Oliver's reaction, however, was much faster.
After a microsecond of genuine terror, his face darkened into a thunderous scowl. His eyes were sharp as daggers, practically boring a hole into my skull.
"Victoria." He ground my name out through clenched teeth, his tone dripping with the fury of a man whose ego had just been publicly shattered. "Do you have any idea what the hell is coming out of your mouth? Who do you think you are?"
"Who do I think I am?" I repeated calmly, stepping closer to him.
"I am the Founder of Visionary Interiors. I am the Chairman of the Board. And I am the absolute majority shareholder, possessing seventy percent of this company's equity."
"Does that answer your question?"
With every title I listed, the color drained further from Oliver's face.
When I said "seventy percent," his pupils shrank to pinpricks, and a flash of genuine, visceral panic finally bled through his stoic facade.
But he forced himself to stabilize. He was desperately trying to hold the line.
"Heh." He let out a harsh, mocking laugh, dripping with fabricated disdain.
"Victoria, you've been sitting in the corner doing nothing for so long that your brain has finally rotted. Chairman? You handed the CEO position to me three years ago. You are no longer in control of this company's operations."
"As for your so-called shares... who knows if that's even true anymore?

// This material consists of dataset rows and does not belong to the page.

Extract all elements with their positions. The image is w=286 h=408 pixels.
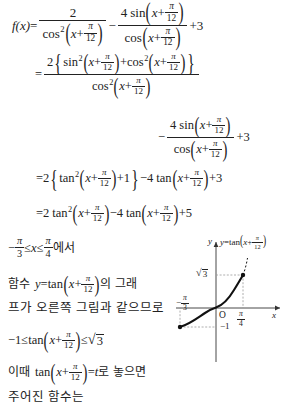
denominator-12: 12 (133, 87, 144, 96)
cos-function: cos (92, 80, 109, 93)
denominator-12: 12 (191, 179, 202, 188)
fraction-4-numerator: 4 sin ( x + π 12 ) (167, 115, 234, 136)
tan-function: tan (59, 172, 74, 185)
pi-symbol: π (168, 2, 175, 12)
pi-symbol: π (212, 139, 219, 148)
sin-function: sin (179, 119, 194, 132)
denominator-12: 12 (102, 63, 113, 72)
tan-function: tan (35, 366, 50, 379)
korean-line-8: 프가 오른쪽 그림과 같으므로 (8, 302, 164, 315)
plus-three-4: +3 (209, 172, 222, 185)
left-paren: ( (44, 333, 49, 347)
axes (176, 242, 280, 362)
right-paren: ) (104, 206, 109, 220)
tangent-curve (180, 275, 243, 327)
plus-sign: + (160, 56, 167, 69)
pi-symbol: π (135, 76, 142, 85)
plus-sign: + (205, 119, 212, 132)
left-paren: ( (63, 277, 68, 291)
left-brace: { (55, 55, 62, 70)
korean-suffix-ro-nohumyeon: 로 놓으면 (98, 366, 146, 378)
plus-five: +5 (179, 207, 192, 220)
solution-page: f(x) = 2 cos2 ( x + π 12 ) − (0, 0, 286, 408)
function-name: f(x) (12, 19, 30, 32)
pi-over-12: π 12 (85, 22, 96, 44)
pi-over-12: π 12 (162, 27, 173, 49)
left-paren: ( (114, 79, 119, 93)
equals-sign-4: = (36, 172, 43, 185)
denominator-12: 12 (168, 63, 179, 72)
cos-function: cos (42, 27, 59, 40)
fraction-2-numerator: 4 sin ( x + π 12 ) (118, 2, 188, 24)
plus-sign-inner: + (120, 56, 127, 69)
pi-symbol: π (85, 274, 92, 283)
fraction-1: 2 cos2 ( x + π 12 ) (39, 6, 106, 44)
fraction-2-denominator: cos ( x + π 12 ) (121, 27, 183, 49)
equals-sign-10: = (88, 366, 95, 379)
pi-over-12: π 12 (70, 362, 81, 383)
denominator-12: 12 (213, 126, 224, 135)
pi-symbol: π (45, 236, 52, 247)
cos-function: cos (127, 56, 144, 69)
equals-sign-1: = (30, 19, 37, 32)
korean-suffix-eseo: 에서 (53, 242, 75, 254)
fraction-2: 4 sin ( x + π 12 ) cos ( x + π (118, 2, 188, 48)
left-paren: ( (65, 26, 70, 41)
graph-svg (176, 236, 286, 366)
pi-over-12: π 12 (166, 2, 177, 24)
right-brace: } (131, 171, 138, 186)
denominator-3: 3 (16, 249, 23, 260)
exponent: 2 (60, 25, 64, 34)
right-paren: ) (179, 5, 184, 20)
left-paren: ( (73, 206, 78, 220)
right-paren: ) (175, 30, 180, 45)
left-paren: ( (194, 118, 199, 132)
coefficient-2: 2 (43, 172, 49, 185)
plus-three-3: +3 (236, 131, 249, 144)
less-equal-2: ≤ (37, 242, 44, 255)
tan-function: tan (28, 334, 43, 347)
right-paren: ) (95, 277, 100, 291)
coefficient-4: 4 (121, 6, 128, 19)
radical-sign: √ (88, 333, 96, 347)
fraction-3: 2 { sin2 ( x + π 12 ) + cos2 ( x + π (44, 52, 199, 97)
plus-sign: + (77, 27, 84, 40)
sin-function: sin (63, 56, 78, 69)
right-paren: ) (173, 206, 178, 220)
korean-line-7: 함수 y = tan ( x + π 12 ) 의 그래 (8, 274, 137, 295)
left-paren: ( (191, 142, 196, 156)
plus-one: +1 (117, 172, 130, 185)
plus-sign: + (154, 31, 161, 44)
y-axis-arrow (214, 242, 219, 247)
right-paren: ) (226, 118, 231, 132)
domain-line: − π 3 ≤ x ≤ π 4 에서 (8, 236, 75, 260)
pi-over-12: π 12 (168, 52, 179, 73)
korean-line-11: 주어진 함수는 (8, 391, 84, 404)
pi-over-12: π 12 (102, 52, 113, 73)
tan-function: tan (156, 172, 171, 185)
minus-four: −4 (110, 207, 123, 220)
x-tick-label-neg-pi-over-3: −π3 (176, 294, 189, 312)
pi-symbol: π (65, 330, 72, 339)
pi-over-12: π 12 (210, 139, 221, 160)
pi-over-12: π 12 (161, 203, 172, 224)
korean-suffix-ui-geurae: 의 그래 (100, 278, 137, 290)
equation-line-2: = 2 { sin2 ( x + π 12 ) + cos2 ( x + (35, 52, 201, 97)
plus-sign: + (74, 278, 81, 291)
coefficient-2: 2 (43, 207, 49, 220)
minus-sign-domain: − (8, 242, 15, 255)
range-inequality-line: −1 ≤ tan ( x + π 12 ) ≤ √ 3 (8, 330, 104, 351)
right-paren: ) (222, 142, 227, 156)
pi-symbol: π (163, 203, 170, 212)
left-paren: ( (149, 55, 154, 69)
fraction-4: 4 sin ( x + π 12 ) cos ( x + π (167, 115, 234, 160)
right-paren: ) (111, 171, 116, 185)
fraction-1-denominator: cos2 ( x + π 12 ) (39, 22, 106, 44)
left-paren: ( (80, 171, 85, 185)
equation-line-1: f(x) = 2 cos2 ( x + π 12 ) − (12, 2, 203, 48)
x-axis-label: x (272, 310, 276, 320)
denominator-12: 12 (92, 214, 103, 223)
fraction-1-numerator: 2 (67, 6, 80, 19)
pi-symbol: π (94, 203, 101, 212)
y-tick-label-sqrt3: √3 (196, 268, 208, 279)
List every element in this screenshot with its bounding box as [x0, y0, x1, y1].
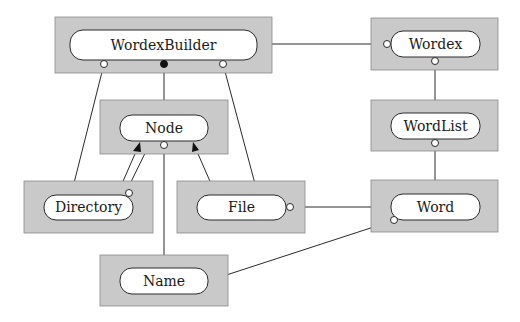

And even if you do hold equity, terminating a CEO requires a formal vote from the Board of Directors! Standing here having a psychotic break in front of the staff just makes you look pathetic."
His desperate counterattack fed Blair a massive dose of liquid courage.
She immediately chimed in, her voice shrill and grating. "Exactly! Mr. Lively is the CEO! Who the hell are you?! You're just a washed-up, obsolete employee on a power trip! You're just throwing a tantrum because you got caught breaking the rules!"
She turned to the surrounding staff, aggressively trying to rally the crowd. "Everyone sees this, right?! This is what toxic entitlement looks like! She thinks just because she's old, she can publicly disrespect the CEO and destroy the corporate structure! People like her need to be thrown out immediately!"
Not a single person agreed with her.
The young designers who used to follow her around like lapdogs suddenly found their shoes incredibly fascinating, shrinking down into their office chairs to hide behind their monitors.
The veteran employees just stared at her with expressions of profound pity, like they were watching a toddler play with a loaded gun.
Oliver clearly sensed the dangerous shift in the room's atmosphere.
His face hardened. He pulled himself up to his full height, projecting maximum CEO authority, and shouted toward the glass doors.
"Security! Get security up here right now! Remove this disruptive individual from the premises immediately!"
He was crossing the Rubicon. He was burning the bridge completely.
He was absolutely certain that in the eyes of the staff, I was just a figurehead with no actual fangs. He believed that if he threw me out into the street like garbage today, his absolute reign over the company would be cemented forever.
Two uniformed security guards jogged onto the floor, looking incredibly stressed.
"Mr. Lively, what seems to be the problem?"
Oliver pointed a rigid finger at me, his voice a block of solid ice.
"Escort her out of the building. Effective immediately, she is no longer an employee of Visionary Interiors."
Blair crossed her arms, looking down her nose at me, practically vibrating with glee.
"Did you hear the man? Look at you now, getting thrown out on the street! You brought this entirely on yourself!"
The two guards exchanged a miserable look, but they slowly stepped toward me.
"Ma'am, please don't make this difficult..."
The entire office stopped breathing.
I looked at Oliver's twisted, power-hungry face. The very last thread of mercy I had for him snapped.
I slowly reached into my pocket and pulled out my phone.
Without breaking eye contact, I dialed three simple digits and put it on speaker.
"Hello, 911? I need to report a major corporate crime."
The smug expressions on Oliver and Blair's faces instantly froze over.